Pausing, I noticed the pain on her face. “Just me being stupid me. Like some well-to-do young guy really felt that way. Well, I turned up pregnant and he told me it’s over. I pushed back; told him I was going to go to the County people, force him to own up to what he’d done.

“A few nights later a woman pays me a visit. Big diamond on her finger, she tells me Matt Weston is her fiancé. I’d better leave him alone, she claimed. Otherwise she was gonna tear me apart, do things to me I’d never dreamt were possible.”

I shuddered at the familiar words. Susan Weston hadn’t changed a bit in five years.

“Matt came and visited me and Libby once, when we were living in some dump with a girlfriend. Played with her a little, said he was sorry how things turned out, and gave me a couple hundred dollars. I was so desperate for the cash that I kept it. But that money made me feel so cheap, so trashy. Just like the whore his woman said I was.”

We sat silent for a few moments, each digesting Daisy’s tale. For all appearances, she was a confident, head held high young mother. Yet her demons still nipped at that outward shell.

“You are anything but,” Lettie announced from the doorway, her isolation also ended. “You are a decent human being and you need to always remember that.”

I saw Marge reach for Daisy’s shaking hands. “And you’re a good friend, Daisy. To all of us.”

Trying to smile through tears, Daisy looked at me. “Matt Weston would trade anything for five minutes with his daughter. Can’t say Susan will be too thrilled. But I really believe it will soften him up if everything else fails.”

My eyes glanced around our group. “So that means me, and Daisy, and Libby need to make the trek to Covington. Does that bother anyone else here?”

Dizzy and Marge nodded, Lettie remained stone-faced.

“Desperate times,” Lettie crowed. “Desperate times.”

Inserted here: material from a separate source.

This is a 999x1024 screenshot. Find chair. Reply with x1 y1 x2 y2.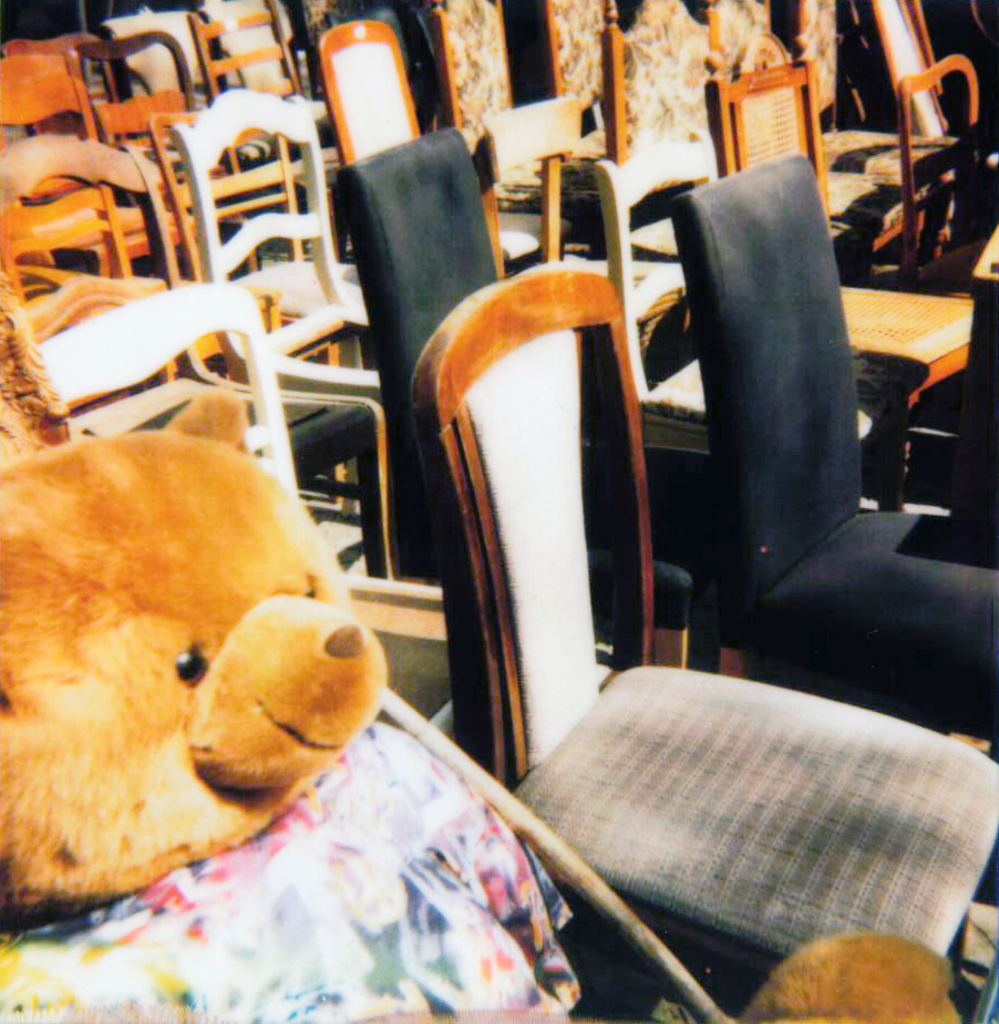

Yes they were. The old gal was certainly dead on about that.

Year 4 - early spring - WOP

We needed two days of planning for our seven-mile excursion. Nothing about this trip was taken lightly. Everyone had a say; and all said their piece.

“No, please, no.” For the fourth time in less than an hour, Violet stood before me. Each time she begged me not to take what she deemed to be an unnecessary risk. Each time I turned away, ignoring her pleas.

“If something happens to Daisy, or God forbid Libby, I don’t know what I’d do,” she continued on her last effort.
Funny how she left me out
, I thought.

“Please, Bob, please. There has to be another way.”

I’d had enough whining for one day. “We need simple medicine, Violet,” I scolded. “We don’t have the luxury of sitting back on our hands right now. We can’t.”

“Maybe I should go,” she added, rushing her words, “since everyone seems so worried about me. I should be the one going.”

Turning briskly, I grabbed her by the shoulders. “Absolutely not. Never!”

Somehow she thought tears would help,
fat chance, young lady.

Watching her stomp away, I knew I hadn’t heard the last from the teen. But my mind was already set.